TLDR; – hard to say;  it’s like that story about coffee. Just a few reflections.

blogging

It looks like nice work that Aral Balkan has been doing on his Indie web server. I ‘m not sure I believe any longer in the open web and like Hubzilla’s model of privacy and access restrictions, but otherwise I might go for it. I found yesterday that there are plug ins that enable one to convert WordPress sites to static websites. I was thinking of importing my blog in that way to Hubzilla. But I’m also tired of this work of endless archiving and preservation. For me the value in writing is more in the process of it. It allows me to develop my thinking and imagination. Afterwards I rarely look at what I’ve written. So I wonder what is the value of trying to preserve it. Most of what I write is anyway in long hand, in Moleskines and Boleskines (cheap imitation made in Auroville).

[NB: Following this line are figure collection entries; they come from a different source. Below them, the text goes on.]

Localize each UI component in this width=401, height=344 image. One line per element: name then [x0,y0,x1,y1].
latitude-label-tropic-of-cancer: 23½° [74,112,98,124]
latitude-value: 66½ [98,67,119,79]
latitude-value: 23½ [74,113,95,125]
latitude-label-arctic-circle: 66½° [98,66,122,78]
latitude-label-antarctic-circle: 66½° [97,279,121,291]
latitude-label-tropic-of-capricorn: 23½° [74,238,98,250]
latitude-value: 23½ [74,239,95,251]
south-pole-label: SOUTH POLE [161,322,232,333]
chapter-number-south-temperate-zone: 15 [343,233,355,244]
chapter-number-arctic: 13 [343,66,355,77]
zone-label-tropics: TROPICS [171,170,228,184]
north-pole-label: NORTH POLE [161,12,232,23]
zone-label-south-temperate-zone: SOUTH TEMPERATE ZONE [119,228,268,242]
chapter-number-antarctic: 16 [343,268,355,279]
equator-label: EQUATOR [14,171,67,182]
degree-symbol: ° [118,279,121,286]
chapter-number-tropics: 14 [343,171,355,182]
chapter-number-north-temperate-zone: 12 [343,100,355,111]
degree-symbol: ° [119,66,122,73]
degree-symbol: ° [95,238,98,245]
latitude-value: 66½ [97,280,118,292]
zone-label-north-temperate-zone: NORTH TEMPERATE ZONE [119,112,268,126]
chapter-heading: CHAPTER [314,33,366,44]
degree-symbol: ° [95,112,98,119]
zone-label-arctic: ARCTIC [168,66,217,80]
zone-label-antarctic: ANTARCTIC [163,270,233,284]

Sites and blogs are mainly about buying and selling

There are a few altruistic souls who maintain websites as a service; a few persons that just like to write, but mostly what I see on the web is that it is being used for self-promotion. I suppose it’s understandable. People, if they enjoy writing at all, mostly write to their friends, and for that they don’t need websites. There is social media, messengers and what have you. So the open web becomes a marketplace.

Lately I have been growing bored with even my alternative social media. Sometimes it’s nice to feel that others are seeing one’s content; yet just as people are lazy about writing, they tend to be lazy about reading, or even viewing material produced by others. And this is understandable too.

Initially, or each time I return to social media, I tend to share more in the beginning, till gradually it peters off. Eventually I end up mainly commenting or sharing what others have shared. It gets a bit stale. I do enjoy the alternative social media as a source of new information.

Sometimes I’ve permitted Google and search engines to include my content, and at other periods I’ve used the noindex nofollow flags. But for the greater part of its existence, the blog has been private or undiscoverable.

So why, in fact, maintain a blog, other than for the perfectly legitimate purpose of self-promotion? I think a blog can be a place where one can broadcast, in a non-intrusive way, what one feels, thinks, believes in, is going through, has experienced, wishes to relate, etc. It is not “in your face” like social media. Indeed it is so far removed from being “in your face” that it is likely that no one ever sees it. But it’s out there none the less.

So, here is my blog, my stash of thoughts, ruminations, feelings and reminiscences. Boring or interesting, common or unusual, uniquely my own in their combination, whatever.

Moved blog again

This blog goes back to 2003, though I’ve made most of the early posts private. Over this period it’s been on various blogging platforms on a number of hosts. Sometimes I’ve taken it offline, or marked the whole thing as private. I also do quite a lot of writing offline, in text files or in paper notebooks. For the last few months I’ve been doing the latter. Then I learned about Nearlyfreespeech.com, and decided to move it there. It was a little hard to set up, but certainly wasn’t the hardest hosting arrangement I’ve struggled with, and the transfer went smoothly. I thought about buying a Genesis theme that I fancied, then decided to use Weaver Extreme. Weaver really offers a flexible and easy framework and is fine especially for the minimalistic look I want, with a separation between different post categories. For now, I’ve removed the photo albums I’d started to establish, in order to keep storage space down and the hosting cheap. For now, I’m happy with the result. I’ll probably do a couple of other things later, like adding a Let’s Encrypt certificate.